[[ Provided data open ]]

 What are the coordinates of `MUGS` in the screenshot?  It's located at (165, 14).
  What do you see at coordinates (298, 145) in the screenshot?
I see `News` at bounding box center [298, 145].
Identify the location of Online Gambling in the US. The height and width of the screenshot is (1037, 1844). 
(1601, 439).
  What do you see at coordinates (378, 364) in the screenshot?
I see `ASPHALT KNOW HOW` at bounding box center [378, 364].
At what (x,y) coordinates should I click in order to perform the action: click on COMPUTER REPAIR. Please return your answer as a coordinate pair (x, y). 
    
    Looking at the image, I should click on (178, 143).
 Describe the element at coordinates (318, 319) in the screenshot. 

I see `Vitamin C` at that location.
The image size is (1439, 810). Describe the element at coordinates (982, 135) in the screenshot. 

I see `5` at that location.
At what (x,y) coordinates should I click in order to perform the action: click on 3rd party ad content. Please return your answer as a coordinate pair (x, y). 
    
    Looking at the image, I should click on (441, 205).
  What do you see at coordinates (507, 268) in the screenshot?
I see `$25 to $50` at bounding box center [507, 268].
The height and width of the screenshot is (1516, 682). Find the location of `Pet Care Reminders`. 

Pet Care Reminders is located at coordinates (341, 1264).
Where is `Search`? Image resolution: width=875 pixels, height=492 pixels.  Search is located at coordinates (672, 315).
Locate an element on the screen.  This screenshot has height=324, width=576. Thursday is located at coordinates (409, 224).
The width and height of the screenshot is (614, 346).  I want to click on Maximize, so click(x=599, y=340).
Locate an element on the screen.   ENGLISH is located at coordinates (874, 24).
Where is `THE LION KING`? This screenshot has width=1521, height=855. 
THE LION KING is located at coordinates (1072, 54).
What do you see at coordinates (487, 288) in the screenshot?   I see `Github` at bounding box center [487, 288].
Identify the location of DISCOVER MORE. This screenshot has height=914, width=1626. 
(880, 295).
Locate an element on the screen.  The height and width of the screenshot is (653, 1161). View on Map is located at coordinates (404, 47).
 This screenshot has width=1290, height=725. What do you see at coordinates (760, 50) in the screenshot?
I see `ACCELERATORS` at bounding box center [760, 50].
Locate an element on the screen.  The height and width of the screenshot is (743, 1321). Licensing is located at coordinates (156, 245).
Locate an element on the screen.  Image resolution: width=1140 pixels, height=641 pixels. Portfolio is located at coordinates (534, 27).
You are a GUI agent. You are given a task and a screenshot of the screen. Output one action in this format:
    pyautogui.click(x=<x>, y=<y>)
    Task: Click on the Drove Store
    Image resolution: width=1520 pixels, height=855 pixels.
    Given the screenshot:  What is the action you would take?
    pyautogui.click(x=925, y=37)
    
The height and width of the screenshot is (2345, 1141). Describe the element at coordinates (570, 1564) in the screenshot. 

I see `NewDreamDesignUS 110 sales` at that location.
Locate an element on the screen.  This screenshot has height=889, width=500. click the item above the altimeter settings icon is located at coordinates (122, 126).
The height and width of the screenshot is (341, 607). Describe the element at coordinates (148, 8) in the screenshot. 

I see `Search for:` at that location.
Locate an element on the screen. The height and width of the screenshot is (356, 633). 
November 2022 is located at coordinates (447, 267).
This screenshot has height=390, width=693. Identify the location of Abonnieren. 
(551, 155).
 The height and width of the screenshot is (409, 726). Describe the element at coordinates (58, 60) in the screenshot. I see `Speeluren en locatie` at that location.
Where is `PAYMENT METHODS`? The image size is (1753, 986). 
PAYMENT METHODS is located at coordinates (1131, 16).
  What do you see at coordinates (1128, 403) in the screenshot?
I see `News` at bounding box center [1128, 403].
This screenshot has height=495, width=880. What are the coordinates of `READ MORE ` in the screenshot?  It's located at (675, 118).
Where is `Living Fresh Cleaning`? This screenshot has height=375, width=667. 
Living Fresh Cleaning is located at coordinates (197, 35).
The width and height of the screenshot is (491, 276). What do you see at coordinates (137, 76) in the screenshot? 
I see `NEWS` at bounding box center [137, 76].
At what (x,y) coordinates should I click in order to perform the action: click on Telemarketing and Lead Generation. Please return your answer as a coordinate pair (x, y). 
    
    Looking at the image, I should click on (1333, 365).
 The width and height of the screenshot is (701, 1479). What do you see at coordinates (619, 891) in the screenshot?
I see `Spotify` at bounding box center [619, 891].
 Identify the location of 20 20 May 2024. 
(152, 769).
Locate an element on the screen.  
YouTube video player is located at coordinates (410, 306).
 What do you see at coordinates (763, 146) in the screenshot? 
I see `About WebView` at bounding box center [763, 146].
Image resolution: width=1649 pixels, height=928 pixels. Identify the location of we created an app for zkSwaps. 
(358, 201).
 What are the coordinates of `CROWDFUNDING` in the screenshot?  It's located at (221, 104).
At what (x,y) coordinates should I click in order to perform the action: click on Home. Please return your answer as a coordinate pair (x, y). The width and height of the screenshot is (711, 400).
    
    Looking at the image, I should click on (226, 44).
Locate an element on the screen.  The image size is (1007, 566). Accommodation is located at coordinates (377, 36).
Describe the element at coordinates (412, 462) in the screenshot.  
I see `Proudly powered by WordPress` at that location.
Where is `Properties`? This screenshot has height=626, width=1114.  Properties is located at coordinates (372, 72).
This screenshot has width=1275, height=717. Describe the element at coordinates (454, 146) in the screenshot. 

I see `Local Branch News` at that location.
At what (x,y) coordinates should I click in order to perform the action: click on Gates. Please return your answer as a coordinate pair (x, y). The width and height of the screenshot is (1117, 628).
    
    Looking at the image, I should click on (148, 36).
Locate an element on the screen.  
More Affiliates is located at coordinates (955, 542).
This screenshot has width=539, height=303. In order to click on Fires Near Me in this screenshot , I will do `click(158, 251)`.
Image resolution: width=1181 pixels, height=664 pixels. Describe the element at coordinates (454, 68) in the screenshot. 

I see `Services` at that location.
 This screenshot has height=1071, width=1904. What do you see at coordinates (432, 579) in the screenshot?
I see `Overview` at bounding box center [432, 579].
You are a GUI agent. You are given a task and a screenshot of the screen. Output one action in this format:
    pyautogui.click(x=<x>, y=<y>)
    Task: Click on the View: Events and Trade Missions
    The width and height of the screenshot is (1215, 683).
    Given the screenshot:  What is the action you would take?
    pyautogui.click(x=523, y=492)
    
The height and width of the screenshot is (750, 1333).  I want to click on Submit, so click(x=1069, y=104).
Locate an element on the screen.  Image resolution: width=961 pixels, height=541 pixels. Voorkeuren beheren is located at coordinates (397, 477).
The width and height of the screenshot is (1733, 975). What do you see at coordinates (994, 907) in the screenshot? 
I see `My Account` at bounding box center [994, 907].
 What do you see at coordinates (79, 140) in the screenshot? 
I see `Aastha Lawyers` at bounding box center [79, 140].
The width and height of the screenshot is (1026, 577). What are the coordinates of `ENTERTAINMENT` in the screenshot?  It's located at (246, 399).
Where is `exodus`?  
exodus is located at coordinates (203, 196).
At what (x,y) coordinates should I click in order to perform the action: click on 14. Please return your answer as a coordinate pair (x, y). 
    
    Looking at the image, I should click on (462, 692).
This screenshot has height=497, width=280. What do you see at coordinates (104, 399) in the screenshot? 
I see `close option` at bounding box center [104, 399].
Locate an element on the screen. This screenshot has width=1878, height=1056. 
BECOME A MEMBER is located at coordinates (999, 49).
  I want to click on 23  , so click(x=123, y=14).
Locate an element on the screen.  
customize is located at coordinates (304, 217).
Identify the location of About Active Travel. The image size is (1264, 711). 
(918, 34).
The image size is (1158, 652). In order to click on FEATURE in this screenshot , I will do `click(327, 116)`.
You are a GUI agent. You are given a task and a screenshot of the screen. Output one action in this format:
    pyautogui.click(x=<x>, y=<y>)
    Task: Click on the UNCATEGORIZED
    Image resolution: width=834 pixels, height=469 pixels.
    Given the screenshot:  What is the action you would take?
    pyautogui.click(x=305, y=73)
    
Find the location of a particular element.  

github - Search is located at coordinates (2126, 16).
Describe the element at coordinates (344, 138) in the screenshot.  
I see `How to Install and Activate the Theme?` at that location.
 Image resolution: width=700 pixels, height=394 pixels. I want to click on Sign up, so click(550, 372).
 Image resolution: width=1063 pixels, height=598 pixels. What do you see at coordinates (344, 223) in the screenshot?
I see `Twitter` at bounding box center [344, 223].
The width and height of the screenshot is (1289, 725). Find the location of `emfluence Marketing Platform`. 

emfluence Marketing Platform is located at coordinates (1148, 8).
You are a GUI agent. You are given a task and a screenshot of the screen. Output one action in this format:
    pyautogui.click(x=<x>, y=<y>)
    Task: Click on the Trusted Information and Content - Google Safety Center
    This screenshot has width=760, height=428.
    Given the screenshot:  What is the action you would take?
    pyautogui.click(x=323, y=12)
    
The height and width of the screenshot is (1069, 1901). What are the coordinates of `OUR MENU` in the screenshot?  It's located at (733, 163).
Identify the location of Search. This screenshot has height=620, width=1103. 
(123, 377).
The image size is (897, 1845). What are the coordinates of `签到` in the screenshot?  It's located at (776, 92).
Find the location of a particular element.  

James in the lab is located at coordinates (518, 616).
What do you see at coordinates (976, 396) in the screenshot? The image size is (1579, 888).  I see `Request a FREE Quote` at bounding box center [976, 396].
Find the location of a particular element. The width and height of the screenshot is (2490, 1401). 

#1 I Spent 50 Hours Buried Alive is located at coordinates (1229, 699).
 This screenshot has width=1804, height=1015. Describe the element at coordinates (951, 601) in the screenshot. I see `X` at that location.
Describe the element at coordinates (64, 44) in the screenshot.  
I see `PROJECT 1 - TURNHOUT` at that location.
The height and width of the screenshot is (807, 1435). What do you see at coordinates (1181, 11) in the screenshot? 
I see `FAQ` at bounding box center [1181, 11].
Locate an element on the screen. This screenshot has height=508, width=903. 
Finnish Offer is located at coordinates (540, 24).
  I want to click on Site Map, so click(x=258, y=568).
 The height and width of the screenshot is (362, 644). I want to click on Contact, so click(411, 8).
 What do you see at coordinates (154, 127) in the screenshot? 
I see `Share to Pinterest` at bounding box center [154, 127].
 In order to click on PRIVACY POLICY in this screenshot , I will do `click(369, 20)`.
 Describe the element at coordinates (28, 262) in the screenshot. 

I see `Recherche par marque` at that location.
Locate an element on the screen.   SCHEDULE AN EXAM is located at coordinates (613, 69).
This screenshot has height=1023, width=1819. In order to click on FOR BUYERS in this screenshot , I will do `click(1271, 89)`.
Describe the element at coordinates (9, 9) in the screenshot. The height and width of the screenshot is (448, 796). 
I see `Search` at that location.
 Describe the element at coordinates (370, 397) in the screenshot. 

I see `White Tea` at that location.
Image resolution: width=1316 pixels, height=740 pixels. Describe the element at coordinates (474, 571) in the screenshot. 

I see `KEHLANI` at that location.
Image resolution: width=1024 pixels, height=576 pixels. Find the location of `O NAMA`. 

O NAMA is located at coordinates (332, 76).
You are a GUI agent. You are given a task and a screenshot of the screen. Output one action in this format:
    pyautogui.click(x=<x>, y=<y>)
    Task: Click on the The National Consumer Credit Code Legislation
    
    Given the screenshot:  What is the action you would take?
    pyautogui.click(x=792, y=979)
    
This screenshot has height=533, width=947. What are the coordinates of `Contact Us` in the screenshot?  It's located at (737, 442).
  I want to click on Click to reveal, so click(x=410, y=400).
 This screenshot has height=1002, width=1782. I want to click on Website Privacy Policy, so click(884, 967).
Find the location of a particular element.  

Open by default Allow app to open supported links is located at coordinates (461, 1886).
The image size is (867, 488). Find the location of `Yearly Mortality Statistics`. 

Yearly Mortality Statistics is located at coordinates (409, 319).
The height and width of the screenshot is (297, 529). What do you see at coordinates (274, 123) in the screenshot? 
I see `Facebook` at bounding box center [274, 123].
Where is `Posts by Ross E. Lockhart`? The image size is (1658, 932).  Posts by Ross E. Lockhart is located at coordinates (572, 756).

[[ Provided data closed ]]

__Exercise brief__
Could you show every line of the listing that holds the string "will"?

__Exercise result__
This screenshot has width=539, height=303. In order to click on Fires Near Me in this screenshot , I will do `click(158, 251)`.
The image size is (1158, 652). In order to click on FEATURE in this screenshot , I will do `click(327, 116)`.
 In order to click on PRIVACY POLICY in this screenshot , I will do `click(369, 20)`.
This screenshot has height=1023, width=1819. In order to click on FOR BUYERS in this screenshot , I will do `click(1271, 89)`.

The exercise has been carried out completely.